POLITICS OF WATER | Upper Pool Design Studio 2004 Sem 1

Upper Pool Design Studio | Studio Coordinators:


The project will run in three phases. Phase 1: Spatialising water (weeks 1-4)

No site is static and unaffected by change, whether change is environmental, climatic, diurnal patterns of light and sound, the flux of human occupation, or simply natural attrition. Very often we document these changes through maps, spreadsheets, and scenarios. Traditionally built materiality has been mapped and recorded in a number of ways and is often argued as the result of these processes but is (as Jos Boys has argued) translated via the specificities of design conceptions. Changes can be represented as time-based linearities (such as temporal chronologies) or as connected points in a network (spatialised maps). Our traditional understanding of boundaries and enclosure as something contained and fixed just might be challenged by addressing spaces of flows. The first part of this assignment is an important initial phase to be developed in the latter stages of the project.

Working individually, students will:

(a) Position their thinking relative to water sourcing treatment and supply by

• Providing a short statement evidenced by researched material. (800-1200 words) This part invites students to think about the politics of water not only as an environmental issue but as a social, cultural and artistic concern. The topic is wide and you are not expected to become an expert in the field but to think about such things as water sourcing and collection, disposal and recycling, irrigation and garden sprays, waste run off and water borne pollutants, salination and drainage. Questions over the impact forced environmental change have on our suburban, urban and rural habitations – particularly as we enter an era when a view over water is seen to be desirable. It has been argued that the nineteenth century was the era of industrial urban development; the twentieth century has seen the expansion of suburban living, and for the twenty-first century ‘coastal’ seems to be the emerging and desirable model.

(b) represent quality of water by

• Providing a digital and/or physical model representing an aspect of water Focus on an aspect of water, preferably a physical property, or state and find ways of mapping, documenting and representing it as a digital and/or physical model. You may address water in a number of ways such as its gaseous, liquid or solid state; high speed imaging; magnification; surface properties; subsurface currents, splash patterns etc.

Phase 2: (Architecture Students) Waterside architecture (weeks 5-8)

Working individually, students will: develop a design project broadly scoped as follows:

• Demonstrate relationships to urban / maritime / otherwise aquatic setting (1:500) • Provide general arrangement information (1:200) • Document elevation treatment (1:100) • Provide a 3D visual representation

Students will devise the project brief as part of the assignment. The project must be a building that is multi-cellular, multi-storey, situated next to water (reservoir, sea, river, lake etc.), and used by the public. Examples of appropriate projects include a research centre dealing with issues of source, supply and purity; a water treatment plant; a pavilion that serves to educate the public; or an aquatic centre for water sports and/or other recreational or healing activity based on water. There is no prescription regarding representation: students may work in any medium, virtual or physical and in any combination. The scales above are to indicate appropriate levels of detail. The visual representation must capture a critical aspect of the project and be used to demonstrate the desired intention.

Phase 2: (Industrial Design Students) Fluid Objects (weeks 5-8)

Students will devise the project brief as part of the assignment. The project must engage with either or perhaps both of the following notions.

  1. An object which can - like water - exist in several states, perhaps simultaneously, such as an object which has a virtual and real component, or alternatively an object which can change its state or form.
  2. An object which is central to our use and engagement with water, it may hold water, purify or change water or use water as part of its function.

Students are required to use their research and discoveries from Phase 1 to inform this project. Students are required to deliver the following

• A scenario describing the user relationship / engagement / interfacing with the object as well as: - if topic 1 is chosen – how the object exists in several states or changes its state - if topic 2 is chosen – the relationship between water and the object • A series of scaled detail drawings. • A 3D visual representation of the proposed design.

There is no prescription regarding representation: students may work in any medium, virtual or physical and in any combination. The scales above are to indicate appropriate levels of detail. The visual representation must capture a critical aspect of the project and be used to demonstrate the desired intention.

Phase 3: Synthesis (weeks 9-13)

Working in groups (architecture and industrial design students RMIT and QUT) students will: develop a selected design project broadly scoped as follows:

• Surface qualities – trapping movement and intangible qualities of water / ice / steam / vapour (no scale) • Formation of a tectonic argument and assembly (1:20 and 1:5) • Choice of materials appropriate finishes (1:1) • Granularity (10:1 +++)

Each group will work on a project selected from the individual phase: the project originator will not be part of the design development team. Together the team will develop the design to a fine-grained level of detail. There is no prescription regarding representation: individual group members may work in any medium, virtual or physical in any combination. The scales above are to indicate appropriate levels of detail. Each group is encouraged to work collectively using both virtual and physical media making use of 3D scanning and rapid prototyping equipment, where appropriate.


> [Instructions to follow]
Your transcription must include every record word for word and no pictures.

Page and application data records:
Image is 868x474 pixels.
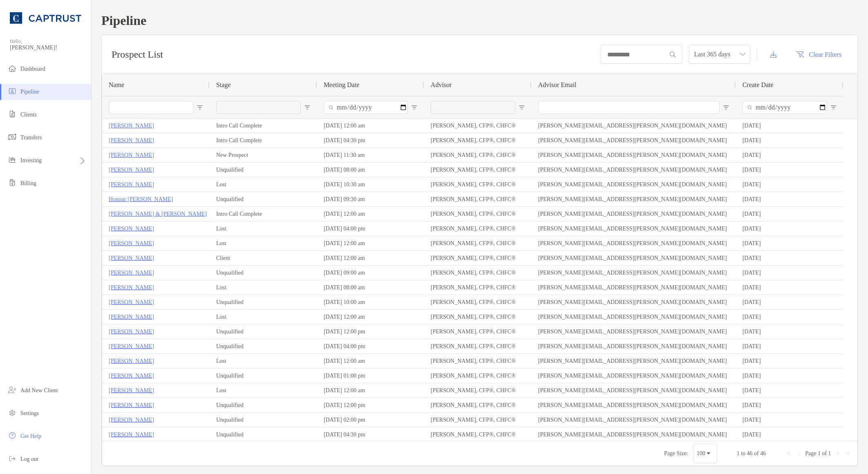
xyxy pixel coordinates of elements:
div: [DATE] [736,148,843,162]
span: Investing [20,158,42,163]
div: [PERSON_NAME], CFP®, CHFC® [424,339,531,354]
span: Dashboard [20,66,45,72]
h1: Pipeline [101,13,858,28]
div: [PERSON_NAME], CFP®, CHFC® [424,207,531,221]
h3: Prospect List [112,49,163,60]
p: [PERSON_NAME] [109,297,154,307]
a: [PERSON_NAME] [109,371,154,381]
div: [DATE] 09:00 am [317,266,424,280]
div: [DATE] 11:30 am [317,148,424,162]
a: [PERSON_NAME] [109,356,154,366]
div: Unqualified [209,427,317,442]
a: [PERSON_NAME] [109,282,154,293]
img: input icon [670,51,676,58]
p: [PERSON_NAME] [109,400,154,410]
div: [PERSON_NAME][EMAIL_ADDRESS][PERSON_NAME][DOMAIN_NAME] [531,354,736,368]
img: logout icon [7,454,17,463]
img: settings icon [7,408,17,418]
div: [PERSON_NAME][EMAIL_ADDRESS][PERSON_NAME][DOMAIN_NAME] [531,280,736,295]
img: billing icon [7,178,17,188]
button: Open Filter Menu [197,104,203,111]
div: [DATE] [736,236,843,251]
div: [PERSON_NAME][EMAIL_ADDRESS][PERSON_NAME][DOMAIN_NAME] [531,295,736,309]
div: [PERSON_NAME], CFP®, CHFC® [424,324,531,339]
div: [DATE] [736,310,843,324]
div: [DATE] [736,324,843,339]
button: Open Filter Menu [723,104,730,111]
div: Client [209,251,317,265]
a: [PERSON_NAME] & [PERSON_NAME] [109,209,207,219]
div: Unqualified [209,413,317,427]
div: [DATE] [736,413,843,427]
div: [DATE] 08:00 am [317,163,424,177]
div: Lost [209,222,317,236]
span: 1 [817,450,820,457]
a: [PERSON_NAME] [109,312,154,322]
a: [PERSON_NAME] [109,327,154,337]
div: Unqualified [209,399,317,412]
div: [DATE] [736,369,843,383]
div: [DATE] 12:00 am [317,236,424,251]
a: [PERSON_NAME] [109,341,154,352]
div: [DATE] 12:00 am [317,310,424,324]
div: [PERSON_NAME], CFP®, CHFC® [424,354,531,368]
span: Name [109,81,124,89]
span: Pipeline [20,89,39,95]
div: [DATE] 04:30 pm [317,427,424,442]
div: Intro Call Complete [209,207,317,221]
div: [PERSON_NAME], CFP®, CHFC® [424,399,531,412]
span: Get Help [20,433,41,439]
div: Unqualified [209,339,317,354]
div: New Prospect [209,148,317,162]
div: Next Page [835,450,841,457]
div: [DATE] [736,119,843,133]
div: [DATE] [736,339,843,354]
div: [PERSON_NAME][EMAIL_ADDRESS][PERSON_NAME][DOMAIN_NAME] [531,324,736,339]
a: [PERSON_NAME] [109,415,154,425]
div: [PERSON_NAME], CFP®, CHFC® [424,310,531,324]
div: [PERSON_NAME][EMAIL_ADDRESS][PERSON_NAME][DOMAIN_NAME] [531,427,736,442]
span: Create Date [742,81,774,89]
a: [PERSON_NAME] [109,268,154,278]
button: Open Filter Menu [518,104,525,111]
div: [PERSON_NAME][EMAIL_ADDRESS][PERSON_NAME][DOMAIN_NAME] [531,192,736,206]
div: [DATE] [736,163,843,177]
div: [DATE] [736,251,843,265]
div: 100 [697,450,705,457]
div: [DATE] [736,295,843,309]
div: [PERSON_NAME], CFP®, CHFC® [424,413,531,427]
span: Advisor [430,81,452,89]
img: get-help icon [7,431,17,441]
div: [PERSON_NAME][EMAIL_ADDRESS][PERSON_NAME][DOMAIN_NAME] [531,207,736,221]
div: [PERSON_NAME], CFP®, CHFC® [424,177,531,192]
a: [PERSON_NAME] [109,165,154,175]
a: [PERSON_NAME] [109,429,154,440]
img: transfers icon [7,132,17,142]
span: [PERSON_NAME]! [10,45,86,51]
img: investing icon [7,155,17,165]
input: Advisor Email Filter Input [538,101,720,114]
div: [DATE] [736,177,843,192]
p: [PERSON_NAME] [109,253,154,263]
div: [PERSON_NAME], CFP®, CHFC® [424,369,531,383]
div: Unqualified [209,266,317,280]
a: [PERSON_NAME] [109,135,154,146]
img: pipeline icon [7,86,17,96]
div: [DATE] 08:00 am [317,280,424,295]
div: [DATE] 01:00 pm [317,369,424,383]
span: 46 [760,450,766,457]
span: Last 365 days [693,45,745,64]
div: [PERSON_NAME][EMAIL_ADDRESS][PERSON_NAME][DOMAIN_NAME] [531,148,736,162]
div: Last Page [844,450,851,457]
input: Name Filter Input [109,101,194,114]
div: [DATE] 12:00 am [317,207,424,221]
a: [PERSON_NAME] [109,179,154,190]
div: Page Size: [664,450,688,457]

> [Output of the exercise]
Image is 868x474 pixels.
xyxy pixel coordinates of elements:
div: [DATE] [736,148,843,162]
span: Investing [20,158,42,163]
div: [PERSON_NAME], CFP®, CHFC® [424,339,531,354]
span: Dashboard [20,66,45,72]
h1: Pipeline [101,13,858,28]
div: [PERSON_NAME], CFP®, CHFC® [424,207,531,221]
h3: Prospect List [112,49,163,60]
p: [PERSON_NAME] [109,297,154,307]
a: [PERSON_NAME] [109,371,154,381]
div: [DATE] 09:00 am [317,266,424,280]
div: [DATE] 11:30 am [317,148,424,162]
a: [PERSON_NAME] [109,356,154,366]
div: Unqualified [209,427,317,442]
a: [PERSON_NAME] [109,282,154,293]
img: input icon [670,51,676,58]
p: [PERSON_NAME] [109,400,154,410]
div: [PERSON_NAME][EMAIL_ADDRESS][PERSON_NAME][DOMAIN_NAME] [531,354,736,368]
img: logout icon [7,454,17,463]
img: settings icon [7,408,17,418]
div: [PERSON_NAME][EMAIL_ADDRESS][PERSON_NAME][DOMAIN_NAME] [531,280,736,295]
img: billing icon [7,178,17,188]
button: Open Filter Menu [197,104,203,111]
div: [DATE] [736,236,843,251]
div: [PERSON_NAME][EMAIL_ADDRESS][PERSON_NAME][DOMAIN_NAME] [531,295,736,309]
div: [PERSON_NAME], CFP®, CHFC® [424,324,531,339]
div: [DATE] [736,310,843,324]
div: [DATE] [736,324,843,339]
button: Open Filter Menu [723,104,730,111]
div: Client [209,251,317,265]
a: [PERSON_NAME] & [PERSON_NAME] [109,209,207,219]
div: Unqualified [209,413,317,427]
div: [DATE] [736,413,843,427]
div: [DATE] 08:00 am [317,163,424,177]
div: Lost [209,222,317,236]
span: 1 [817,450,820,457]
a: [PERSON_NAME] [109,312,154,322]
a: [PERSON_NAME] [109,327,154,337]
div: Unqualified [209,399,317,412]
div: [DATE] [736,369,843,383]
div: [DATE] 12:00 am [317,236,424,251]
a: [PERSON_NAME] [109,341,154,352]
div: [DATE] 12:00 am [317,310,424,324]
div: [PERSON_NAME], CFP®, CHFC® [424,354,531,368]
span: Name [109,81,124,89]
span: Pipeline [20,89,39,95]
div: [DATE] 04:30 pm [317,427,424,442]
div: Intro Call Complete [209,207,317,221]
div: [PERSON_NAME], CFP®, CHFC® [424,399,531,412]
span: Get Help [20,433,41,439]
div: Unqualified [209,339,317,354]
div: New Prospect [209,148,317,162]
div: Next Page [835,450,841,457]
div: [DATE] [736,119,843,133]
div: [DATE] [736,339,843,354]
div: [PERSON_NAME][EMAIL_ADDRESS][PERSON_NAME][DOMAIN_NAME] [531,324,736,339]
a: [PERSON_NAME] [109,415,154,425]
div: [PERSON_NAME], CFP®, CHFC® [424,310,531,324]
div: [PERSON_NAME][EMAIL_ADDRESS][PERSON_NAME][DOMAIN_NAME] [531,427,736,442]
span: Create Date [742,81,774,89]
a: [PERSON_NAME] [109,268,154,278]
button: Open Filter Menu [518,104,525,111]
div: [PERSON_NAME][EMAIL_ADDRESS][PERSON_NAME][DOMAIN_NAME] [531,192,736,206]
div: [DATE] [736,163,843,177]
div: [DATE] [736,251,843,265]
div: 100 [697,450,705,457]
div: [DATE] [736,295,843,309]
div: [PERSON_NAME], CFP®, CHFC® [424,413,531,427]
span: Advisor [430,81,452,89]
img: get-help icon [7,431,17,441]
div: [PERSON_NAME][EMAIL_ADDRESS][PERSON_NAME][DOMAIN_NAME] [531,207,736,221]
div: [PERSON_NAME], CFP®, CHFC® [424,177,531,192]
a: [PERSON_NAME] [109,165,154,175]
a: [PERSON_NAME] [109,429,154,440]
img: transfers icon [7,132,17,142]
span: [PERSON_NAME]! [10,45,86,51]
img: investing icon [7,155,17,165]
input: Advisor Email Filter Input [538,101,720,114]
div: [DATE] [736,177,843,192]
p: [PERSON_NAME] [109,253,154,263]
div: [PERSON_NAME], CFP®, CHFC® [424,369,531,383]
div: Unqualified [209,266,317,280]
a: [PERSON_NAME] [109,135,154,146]
img: pipeline icon [7,86,17,96]
div: [DATE] 08:00 am [317,280,424,295]
div: [DATE] 01:00 pm [317,369,424,383]
span: 46 [760,450,766,457]
span: Last 365 days [693,45,745,64]
div: [PERSON_NAME][EMAIL_ADDRESS][PERSON_NAME][DOMAIN_NAME] [531,148,736,162]
div: Last Page [844,450,851,457]
input: Name Filter Input [109,101,194,114]
div: [DATE] 12:00 am [317,207,424,221]
a: [PERSON_NAME] [109,179,154,190]
div: Page Size: [664,450,688,457]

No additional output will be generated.